How can leaders craft political institutions that will sustain the peace and foster democracy in ethnically divided societies after conflicts as destructive as civil wars? Under turbulent conditions the leaders of ethnic groups, governments, and international organizations face the challenge of designing political arrangements that can simultaneously meet the tests of equal representation, democratic accountability, effective governance, and political stability. At critical junctures in the transition from intense (often violent) conflict, power-sharing arrangements may offer a compromise acceptable to most ethnic elites.
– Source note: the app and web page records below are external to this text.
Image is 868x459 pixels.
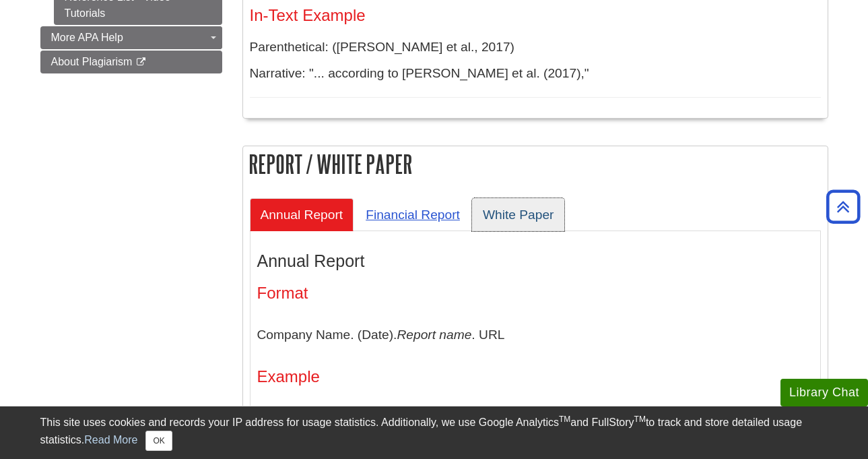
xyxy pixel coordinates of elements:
span: About Plagiarism [52,56,133,68]
a: Read More [84,434,137,446]
h3: Annual Report [258,251,814,271]
h4: Format [258,284,814,302]
sup: TM [559,414,570,424]
p: General Motors. (2020). . [URL][DOMAIN_NAME] [258,399,814,438]
div: This site uses cookies and records your IP address for usage statistics. Additionally, we use Goo... [40,414,829,450]
p: Parenthetical: ([PERSON_NAME] et al., 2017) [250,38,821,57]
sup: TM [634,414,646,424]
p: Narrative: "... according to [PERSON_NAME] et al. (2017)," [250,64,821,84]
a: About Plagiarism [40,51,222,73]
h4: In-Text Example [250,7,821,24]
button: Library Chat [780,379,868,407]
p: Company Name. (Date). . URL [258,315,814,354]
h4: Example [258,368,814,386]
h2: Report / White Paper [243,146,828,182]
button: Close [146,430,172,450]
i: This link opens in a new window [135,58,147,67]
a: Annual Report [250,198,354,231]
i: Report name [397,327,471,342]
a: White Paper [472,198,565,231]
span: More APA Help [52,31,123,43]
a: Back to Top [822,198,865,216]
a: Financial Report [355,198,471,231]
a: More APA Help [40,27,222,50]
Philip G. Roeder and Donald Rothchild find that these short-term accommodations come with high longer-term costs: the very institutions that provide a basis to end a conflict in an ethnically divided country may hinder the consolidation of peace and democracy over the longer term. The contributors to Sustainable Peace examine institutional settlements in Ethiopia, Lebanon, India, and South Africa as well as the Soviet successor states, south Asia, central Africa, west Africa, and the Balkans. Roeder, Rothchild, and most of the contributors conclude that power-dividing, rather than power-sharing, solutions are more likely to result in durable political compacts and peace.
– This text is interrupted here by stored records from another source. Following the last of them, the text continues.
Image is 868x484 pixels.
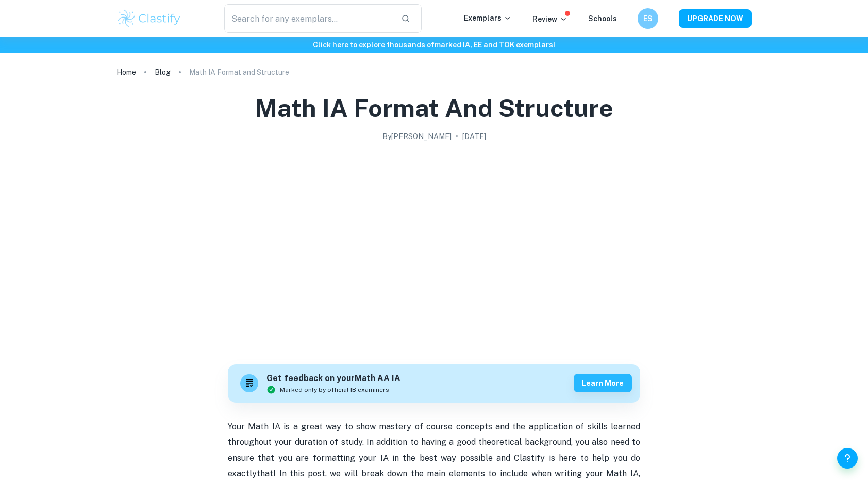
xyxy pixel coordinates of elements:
p: Review [533,14,567,25]
h2: [DATE] [463,131,486,143]
button: UPGRADE NOW [679,10,752,28]
a: Blog [155,65,171,80]
a: Home [117,65,136,80]
p: Exemplars [464,12,512,23]
img: Math IA Format and Structure cover image [228,147,641,353]
input: Search for any exemplars... [224,4,393,33]
h2: By [PERSON_NAME] [383,131,451,143]
p: Math IA Format and Structure [189,67,289,78]
span: Marked only by official IB examiners [280,386,389,395]
h6: ES [642,13,654,24]
button: ES [638,8,658,29]
h6: Click here to explore thousands of marked IA, EE and TOK exemplars ! [2,39,866,51]
h1: Math IA Format and Structure [255,92,613,125]
p: • [456,131,459,143]
h6: Get feedback on your Math AA IA [267,373,401,386]
a: Get feedback on yourMath AA IAMarked only by official IB examinersLearn more [228,364,641,403]
button: Learn more [574,374,632,393]
a: Schools [588,14,617,23]
button: Help and Feedback [837,449,858,469]
img: Clastify logo [117,8,182,29]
Contributors: Amit Ahuja, University of Michigan; Eduardo Alemán, University of Houston; Valerie Bunce, Cornell University; Caroline Hartzell, Gettysburg College; Matthew Hoddie, Texas A&M University; Edmond J. Keller, UCLA; David A. Lake, University of California, San Diego; Benjamin Reilly, Australian National University; Philip G. Roeder, University of California, San Diego; Donald Rothchild, University of California, Davis; Timothy D. Sisk, University of Denver; Lahra Smith, UCLA; Christoph Stefes, University of Colorado, Denver; Daniel Treisman, UCLA; Ashutosh Varshney, University of Michigan; Stephen Watts, Cornell University; Marie-Joëlle Zahar, Université de Montréal


Contributor Bio(s): Roeder, Philip G.: - Philip Roeder is Professor of Political Science at the University of California, San Diego. Roeder has published books on Kremlin politics and the failure of the Soviet state, the incomplete post-Soviet transitions to democracy, and national-secession disputes and conflicts around the world. His articles have appeared in such journals as the American Political Science Review, World Politics, and International Studies Quarterly.Rothchild, Donald: - Philip G. Roeder is Associate Professor of Political Science at the University of California, San Diego. He is the author of Red Sunset: The Failure of Soviet Politics and coauthor of Postcommunism and the Theory of Democracy. The late Donald Rothchild was Professor of Political Science at the University of California, Davis. He was the author of Managing Ethnic Conflict in Africa: Pressures and Incentives for Cooperation, coauthor of Sovereignty as Responsibility: Conflict Management in Africa, and coeditor of The International Spread of Ethnic Conflict: Fear, Diffusion, and Escalation.